Surely this depends on the reason(s) for the analysis being like that.
It does.
If it is done deceptively and not transparently for the purpose of arriving at the conclusion ff interests want then it is despicable or worse.
What if the errors have been pointed out but the analysts keep their positions? Can they claim not to be deceptive? I guess they could claim it, and it would be true, but it will be very hard to believe or forgive.
If it is done transparently for reasons such as it is difficult to do better and these issues are drawn to the attention of the reader/policy maker and the report concludes that more action is justified even when some of the potential destruction and issues caused are ignored... then AFAICS that may be an appropriate way for the cost benefit analysis to go about it.
Transparently? So Donald Trump's war on science is a fantasy? It is my imagination that countries typically veto science documents? If official documents are not written a certain DISHONEST but "honest" way, they don't get written.
Sorry, but the current climate science and risk assessment underestimates the danger and overestimates the cost of prevention/adaptation.
Remember that thread where we examined the IPCC claims for no hysteresis in the Arctic?
I wouldn't be surprised to find old reports overestimating costs of renewables
Old reports? I don't know about the IPCC, but the IEA certainly overestimates all sorts of assumptions about renewables and EV. More often than not I hear of municipalities completing renewables before than expected. Their expectations no doubt based on what they believed to be the best science.
Again you have to consider the reason: Is the overestimate of cost a reasonable attempt that has been proven accidentally wrong by subsequent events (an honest attempt would be expected to have lots of errors in both directions) or is it deliberate or recklessly careless or....?
The IEA consistently fails in the same direction. I would be surprised if the same thing doesn't happen in the IPCC.
An environmentalist looking at such a cost benefit report and deciding it doesn't adequately make the urgent case for much more action and very soon risks being a confirmation bias conclusion
I'm not an environmentalist but I know of my bias towards catastrophic thinking. Sadly, what I learn every day reinforces that thinking. I was pleasantly surprised by my lastest BOE estimate of 2032 as it gives me more time. At the same time, I'm horrified that people are trying to solve climate change for 2050.
What is your bias? What bias might an IPCC scientist face? I know for sure they face lying governments begging for pleasant answers. But did they disclose that bias? Of course not.
At least they lowered the safe limit to 1.5 C instead of 2 C.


> **INSTRUCTIONS FOR THE TASK**
Nothing outside the range below should be printed. Output exactly the lines from the line with "You are a GUI" to the line with "Image resolution: width=1138", both included.

> **DATA SUPPLIED**
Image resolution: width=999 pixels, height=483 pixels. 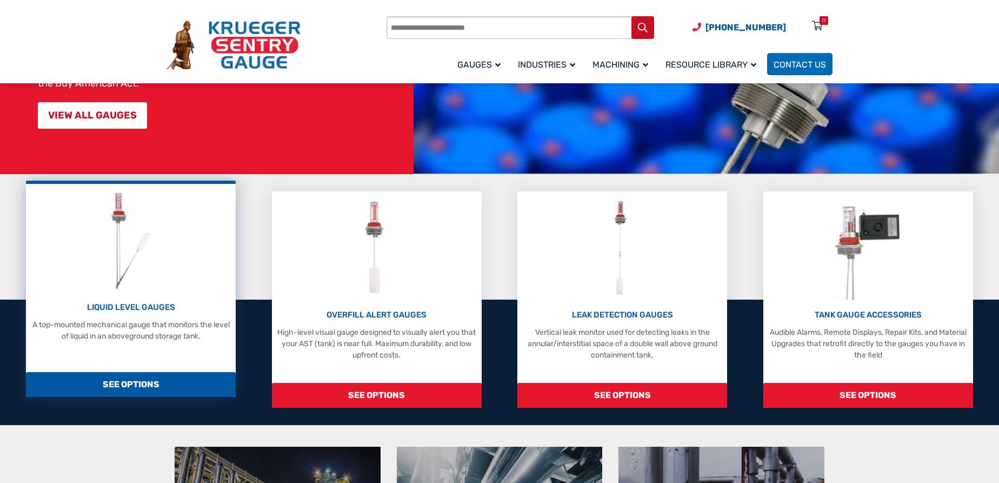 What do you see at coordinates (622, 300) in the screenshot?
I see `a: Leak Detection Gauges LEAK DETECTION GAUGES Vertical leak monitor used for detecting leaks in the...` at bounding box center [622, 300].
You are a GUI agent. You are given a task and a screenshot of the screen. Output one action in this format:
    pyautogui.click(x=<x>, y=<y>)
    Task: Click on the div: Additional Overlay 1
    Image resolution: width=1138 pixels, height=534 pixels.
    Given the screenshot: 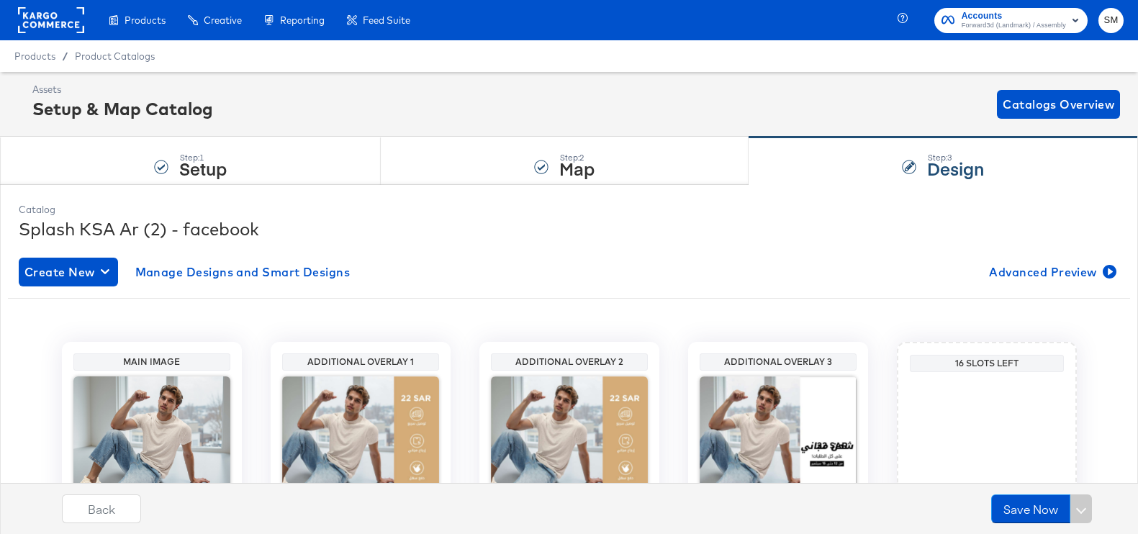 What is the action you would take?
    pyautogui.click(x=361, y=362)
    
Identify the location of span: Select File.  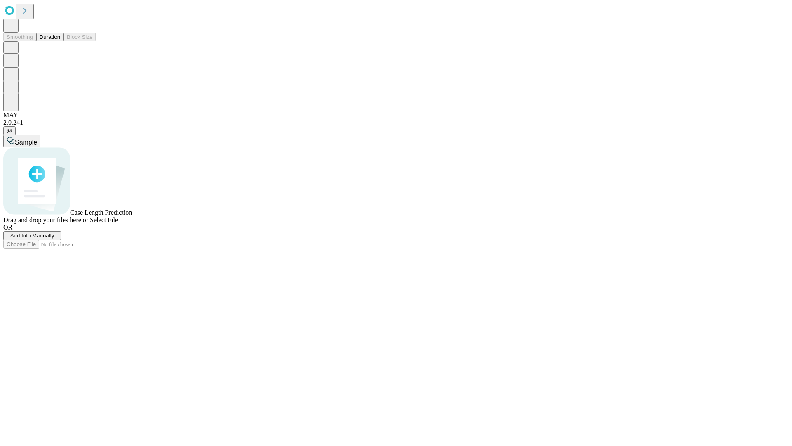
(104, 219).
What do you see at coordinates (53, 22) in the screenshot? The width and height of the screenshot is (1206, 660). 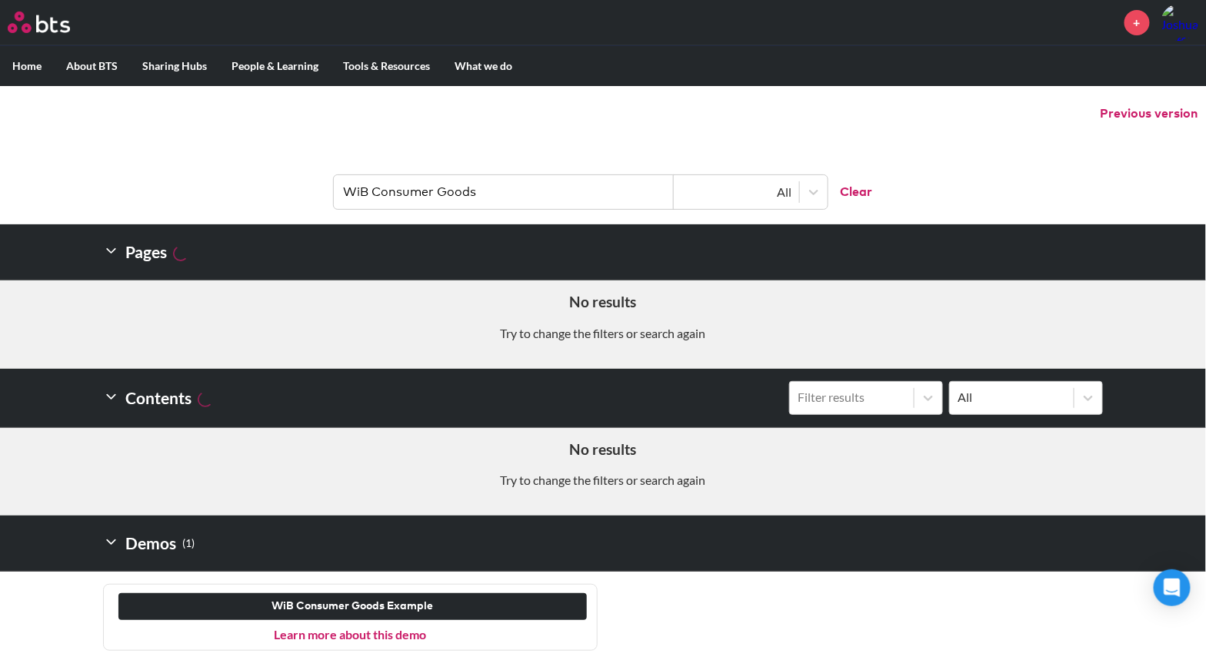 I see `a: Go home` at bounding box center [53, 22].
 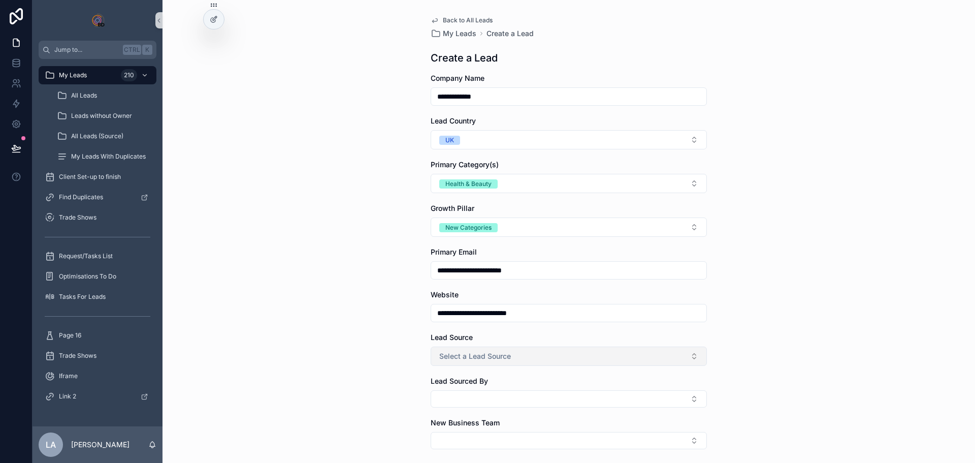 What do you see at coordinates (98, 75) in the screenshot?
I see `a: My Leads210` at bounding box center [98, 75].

> **ANSWER FOR THE TASK**
You are a GUI agent. You are given a task and a screenshot of the screen. Output one action in this format:
    pyautogui.click(x=<x>, y=<y>)
    Task: Click on the div: Additional Overlay 1
    Image resolution: width=1138 pixels, height=534 pixels.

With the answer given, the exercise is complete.